Advanced Search

Journal Navigation

Journal Home

Subscriptions

Archive

Contact Us

Table of Contents

Sign In to gain access to subscriptions and/or personal tools.
The International Journal of Robotics Research
This Article
Right arrow Full Text (PDF)
Right arrow References
Right arrow Alert me when this article is cited
Right arrow Alert me if a correction is posted
Services
Right arrow Email this article to a friend
Right arrow Similar articles in this journal
Right arrow Similar articles in Web of Science
Right arrow Alert me to new issues of the journal
Right arrow Add to Saved Citations
Right arrow Download to citation manager
Right arrowRequest Permissions
Right arrow Request Reprints
Right arrow Add to My Marked Citations
Citing Articles
Right arrow Citing Articles via HighWire
Right arrow Citing Articles via Web of Science (23)
Right arrow Citing Articles via Google Scholar
Right arrow Citing Articles via Scopus
Google Scholar
Right arrow Articles by Yamaguchi, H.
Right arrow Search for Related Content
Social Bookmarking
 Add to CiteULike   Add to Complore   Add to Connotea   Add to Del.icio.us   Add to Digg   Add to Reddit   Add to Technorati   Add to Twitter  
What's this?

A Cooperative Hunting Behavior by Mobile-Robot Troops

Hiroaki Yamaguchi

Department of Mechano-Informatics, The University of Tokyo, Hongo 7-3-1, Bunkyo-ku, Tokyo 113, Japanyamaguch{at}jsk.t.u-tokyo.ac.jp

This paper presents a novel feedback-control law for coordinating the motion of multiple holonomic mobile robots to capture/enclose a target by making troop formations. This motion coordination is a cooperative behavior for security against invaders in surveillance areas. Each robot in this control law has its own coordinate system and it senses a target/invader, other robots and obstacles, to achieve this cooperative behavior without making any collision. Although there is no centralized controller and each robot has local feedback that is relative-position feedback, all the robots are asymptotically stabilized, and they make formations enclosing a target. Each robot especially has a vector referred to as a "formation vector," and the formations are controllable by the vectors. As for determining the formation vectors, we use a reactive-control framework in which robots have some reactions heuristically designed according to this cooperative behavior. Therefore, this robotic system is a hybrid system that consists of a feedback-control law and a reactive-control framework. The validity of this hybrid system is supported by computer simulations.

The International Journal of Robotics Research, Vol. 18, No. 9, 931-940 (1999)
DOI: 10.1177/02783649922066664


Add to CiteULike CiteULike   Add to Complore Complore   Add to Connotea Connotea   Add to Del.icio.us Del.icio.us   Add to Digg Digg   Add to Reddit Reddit   Add to Technorati Technorati   Add to Twitter Twitter    What's this?


This article has been cited by other articles:


Home page
The International Journal of Robotics ResearchHome page
M. B. McMickell and B. Goodwine
Motion Planning for Nonlinear Symmetric Distributed Robotic Formations
The International Journal of Robotics Research, October 1, 2007; 26(10): 1025 - 1041.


Exercise description:
The answer must be one number: how many lines in the records below contain the word "segment".

★ ★ ★ ★ ★

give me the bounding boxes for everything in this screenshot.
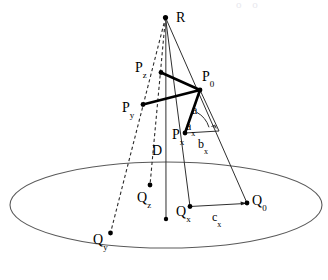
- point-label-Px: Px: [172, 126, 184, 145]
- point-dot-Q0: [245, 201, 250, 206]
- point-label-Qx: Qx: [176, 203, 191, 222]
- point-label-Qz: Qz: [137, 189, 151, 208]
- point-dot-Qz: [148, 183, 153, 188]
- cropped-text-artifact: o o: [236, 0, 262, 10]
- segment-cx: [190, 204, 245, 207]
- point-label-P0: P0: [202, 68, 214, 87]
- label-a-x: ax: [186, 117, 195, 136]
- segment-p0-corner: [200, 90, 219, 131]
- point-dot-R: [163, 15, 168, 20]
- right-angle-dot: [213, 126, 215, 128]
- point-label-Py: Py: [122, 99, 134, 118]
- label-c-x: cx: [212, 208, 221, 227]
- diagram-canvas: o o R P0 Pz Py Px Q0 Qx Qz Qy a ax bx cx…: [0, 0, 328, 280]
- point-dot-Py: [141, 102, 146, 107]
- point-label-Qy: Qy: [93, 231, 108, 250]
- angle-arc-ax: [197, 112, 209, 127]
- point-label-Pz: Pz: [135, 59, 147, 78]
- label-D: D: [152, 142, 162, 161]
- label-b-x: bx: [198, 135, 208, 154]
- point-label-Q0: Q0: [252, 192, 267, 211]
- point-dot-Qy: [108, 231, 113, 236]
- point-dot-P0: [198, 88, 203, 93]
- point-label-R: R: [176, 9, 185, 28]
- geometry-figure: [0, 0, 328, 280]
- point-dot-D-foot: [164, 217, 168, 221]
- point-dot-Pz: [159, 70, 164, 75]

★ ★ ★ ★ ★

Answer space:
2